If someone regards the Hugo Award as the epitome of their career in science fiction, it is best he separate the idea of the Hugo from the physical Hugo, which is often a leaky Grail, at best.

Back when I thought Robert Silverberg's best-known book was Lost Cities and Vanished Civilizations, a fourth-grader reading about ancient mysteries never to be solved, I learned frustration over the fiery destruction of the Library of Alexandria and delivered this childlike criticism: if only people had been more careful! As an adult, I know differently: I understand the fragility of everything manmade. How can we expect to receive the Library of Alexandria intact when we can't even design Hugo trophies that survive awards night?

Remember the Noreascon 3 Hugo base and all its conic cross-sections, including the green 'toilet seat' shape that appeared to revolve around the rocket and was decorated with brass studs and glass marbles? Several winners discovered decorative bits falling off their Hugos; Connie Willis loved telling everyone how Charlie Brown lost one of his balls. Laughter was a much better answer than irritation.

But the best of the broken Hugo stories is told by the man who explained laughter to Puppeteers, Niven himself.

Larry Niven was up for three Hugos at MidAmeriCon in 1976, and he won Best Novelette for "The Borderland of Sol." They held the ceremony in a Kansas City auditorium where the winners, after coming onstage to receive their rockets, returned to their seats by a circuitous backstage route. Clutching his Hugo with the Tim Kirk dragon ceramic base, Niven hurried through the dim corridors trying to get back to his seat before they announced the winner for Best Novel, possibly Inferno, co-authored with Jerry Pournelle. Niven stumbled, his Hugo hit the floor and broke its sculpted base. "Oh, shit!" he cursed, at the very moment the MC was announcing Joe Haldeman had won the Best Novel Hugo for The Forever War. Niven was sure he had been heard by everyone...and had forever confirmed his reputation as 'Mister Tact'.

Someone who seems to have done an excellent job of separating the Hugo ideal from the Hugo trophy was Chesley Bonestell. Rumors persist that a Special Hugo Award given to Chesley Bonestell in 1974 was relegated to his bathroom, and sat on the lid of his toilet tank.
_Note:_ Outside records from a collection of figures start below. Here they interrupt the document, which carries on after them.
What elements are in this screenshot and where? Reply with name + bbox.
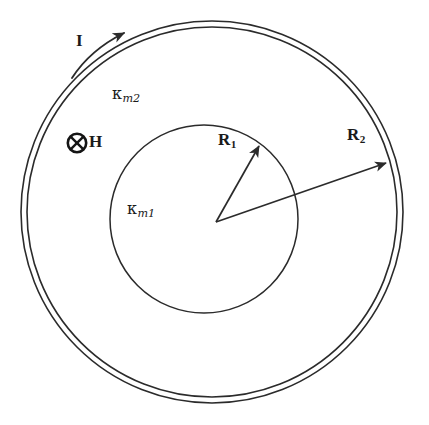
radius-arrow-r2: [216, 163, 386, 222]
current-label: I: [76, 32, 83, 49]
inner-radius-symbol: R: [218, 130, 230, 149]
outer-boundary-circle-inner-line: [27, 27, 397, 397]
inner-medium-kappa-symbol: κ: [127, 199, 137, 218]
current-label-text: I: [76, 31, 83, 50]
outer-radius-subscript: 2: [360, 133, 366, 145]
diagram-canvas: [0, 0, 429, 425]
outer-medium-permeability-label: κm2: [112, 86, 140, 105]
outer-radius-symbol: R: [347, 125, 359, 144]
radius-arrow-r1: [216, 146, 259, 222]
magnetic-field-label: H: [89, 133, 102, 150]
circled-cross-icon: [68, 134, 86, 152]
inner-radius-subscript: 1: [231, 138, 237, 150]
outer-radius-label: R2: [347, 126, 365, 145]
inner-medium-subscript: m1: [138, 207, 156, 220]
magnetic-field-label-text: H: [89, 132, 102, 151]
outer-medium-subscript: m2: [123, 92, 141, 105]
outer-medium-kappa-symbol: κ: [112, 84, 122, 103]
inner-radius-label: R1: [218, 131, 236, 150]
inner-medium-permeability-label: κm1: [127, 201, 155, 220]
magnetic-media-diagram: I H R1 R2 κm2 κm1: [0, 0, 429, 425]
outer-boundary-circle-outer-line: [21, 21, 403, 403]
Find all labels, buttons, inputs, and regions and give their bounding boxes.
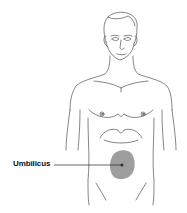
torso-diagram	[0, 0, 187, 213]
umbilicus-label: Umbilicus	[13, 159, 50, 168]
chest	[89, 110, 153, 143]
head	[104, 12, 137, 60]
neck-shoulders	[70, 56, 172, 110]
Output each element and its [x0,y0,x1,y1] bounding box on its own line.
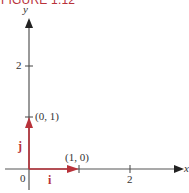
vector-j-arrowhead-icon [25,117,33,128]
vector-j-label: j [18,139,22,154]
point-label-0-1: (0, 1) [35,110,59,122]
x-tick-label-2: 2 [127,173,133,185]
vector-j [25,117,33,169]
point-label-1-0: (1, 0) [65,151,89,163]
vector-i-label: i [48,173,51,188]
coordinate-plane [0,0,189,193]
x-axis-label: x [184,162,189,174]
vector-i [29,165,79,173]
y-axis-arrow-icon [25,18,33,28]
y-axis-label: y [23,3,28,15]
y-tick-label-2: 2 [16,59,22,71]
origin-label: 0 [20,172,26,184]
x-axis-arrow-icon [174,165,184,173]
vector-i-arrowhead-icon [67,165,79,173]
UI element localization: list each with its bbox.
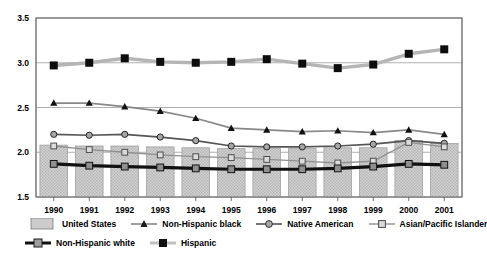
square-data-point: [405, 160, 412, 167]
square-data-point: [192, 165, 199, 172]
y-axis-tick-label: 3.5: [17, 13, 29, 23]
square-data-point: [299, 166, 306, 173]
circle-data-point: [51, 131, 57, 137]
square-data-point: [86, 162, 93, 169]
legend-item-asian-pacific-islander[interactable]: Asian/Pacific Islander: [368, 218, 487, 230]
square-open-data-point: [86, 147, 92, 153]
legend-item-hispanic[interactable]: Hispanic: [149, 237, 216, 249]
square-filled-data-point: [121, 54, 129, 62]
chart-legend: United States Non-Hispanic black Native …: [0, 214, 466, 262]
legend-label: Hispanic: [181, 238, 216, 248]
legend-label: Non-Hispanic black: [162, 219, 241, 229]
square-filled-data-point: [85, 59, 93, 67]
y-axis-tick-label: 3.0: [17, 58, 29, 68]
circle-data-point: [86, 132, 92, 138]
legend-item-united-states[interactable]: United States: [30, 218, 116, 230]
square-open-data-point: [264, 157, 270, 163]
square-open-data-point: [51, 143, 57, 149]
legend-item-native-american[interactable]: Native American: [255, 218, 353, 230]
square-data-point: [370, 163, 377, 170]
bar-united-states: [395, 141, 423, 197]
square-open-data-point: [406, 140, 412, 146]
square-open-data-point: [193, 154, 199, 160]
square-open-data-point: [299, 158, 305, 164]
square-filled-data-point: [369, 61, 377, 69]
bar-united-states: [324, 148, 352, 197]
bar-united-states: [40, 145, 68, 197]
bar-united-states: [359, 148, 387, 197]
square-filled-data-point: [405, 50, 413, 58]
square-open-marker-icon: [368, 218, 396, 230]
square-data-point: [334, 165, 341, 172]
square-data-point: [441, 161, 448, 168]
bar-swatch-icon: [30, 218, 58, 230]
square-data-point: [121, 163, 128, 170]
circle-data-point: [228, 143, 234, 149]
square-data-point: [263, 166, 270, 173]
square-data-point: [50, 160, 57, 167]
legend-item-non-hispanic-black[interactable]: Non-Hispanic black: [130, 218, 241, 230]
square-filled-data-point: [334, 64, 342, 72]
square-data-point: [228, 166, 235, 173]
square-filled-data-point: [440, 45, 448, 53]
square-data-point: [157, 164, 164, 171]
circle-data-point: [370, 141, 376, 147]
circle-data-point: [335, 143, 341, 149]
legend-item-non-hispanic-white[interactable]: Non-Hispanic white: [24, 237, 135, 249]
square-filled-data-point: [227, 58, 235, 66]
square-filled-data-point: [156, 58, 164, 66]
square-filled-data-point: [298, 60, 306, 68]
legend-label: Non-Hispanic white: [56, 238, 135, 248]
square-open-data-point: [228, 155, 234, 161]
bar-united-states: [75, 146, 103, 197]
square-marker-icon: [24, 237, 52, 249]
plot-area: 1.52.02.53.03.51990199119921993199419951…: [0, 0, 466, 215]
square-filled-marker-icon: [149, 237, 177, 249]
triangle-marker-icon: [130, 218, 158, 230]
square-open-data-point: [441, 144, 447, 150]
legend-label: United States: [62, 219, 116, 229]
legend-label: Asian/Pacific Islander: [400, 219, 487, 229]
circle-data-point: [299, 144, 305, 150]
square-filled-data-point: [50, 61, 58, 69]
circle-data-point: [122, 131, 128, 137]
y-axis-tick-label: 2.5: [17, 103, 29, 113]
square-filled-data-point: [263, 55, 271, 63]
circle-data-point: [157, 134, 163, 140]
bar-united-states: [430, 143, 458, 197]
legend-label: Native American: [287, 219, 353, 229]
square-open-data-point: [157, 152, 163, 158]
circle-data-point: [264, 144, 270, 150]
square-filled-data-point: [192, 59, 200, 67]
circle-marker-icon: [255, 218, 283, 230]
chart-svg: 1.52.02.53.03.51990199119921993199419951…: [0, 0, 466, 215]
y-axis-tick-label: 2.0: [17, 147, 29, 157]
y-axis-tick-label: 1.5: [17, 192, 29, 202]
square-open-data-point: [122, 149, 128, 155]
circle-data-point: [193, 138, 199, 144]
Bonestell showed that if the meaning of the Hugo transcends imperfect physical representations, its mean-ingfulness to the winner depends entirely on his relationship with the audience that gives it. This was never more brilliantly proven than in Larry Niven's reaction to Harlan Ellison's guest of honor speech at the 1975 NASFiC, held two weeks after the first Australian worldcon. Though in many other years he had actively courted fandom for Hugo Awards, at the 1975 NASFiC, Ellison declared from a lectern surrounded by his Hugos and Nebulas, that he no longer wanted to be defined as a science fiction writer or limit his audience to sf readers.

Half an hour after Ellison's speech, Larry Niven was going up in a hotel elevator, proudly carrying the Hugo he received for "The Hole Man" which friends had just brought him from Australia. Two teenaged boys popped into the elevator next to him and recognized the award, but not the owner.

"Gee, mister, where did you get the Hugo?" one asked.

Without hesitation, Niven cynically answered, "I got it from Harlan. He's quitting science fiction and is giving away his awards. I think he still has a couple left."

The two excited kids jumped off the elevator at the next floor and went pounding away down the hall in search of Ellison. Niven hopes they found him.

On stage or behind the scenes, all these stories reveal character under stress, which the personality may express graciously or angrily, bitterly or humorously. People understandably remember best the moments that teach us something new about the winners' humanity. But we fans who give Hugos hope that, even when the execution is flawed, the winners will endure good-naturedly because Hugos represent our admiration and affection for them -- and that ought to be worth a smile.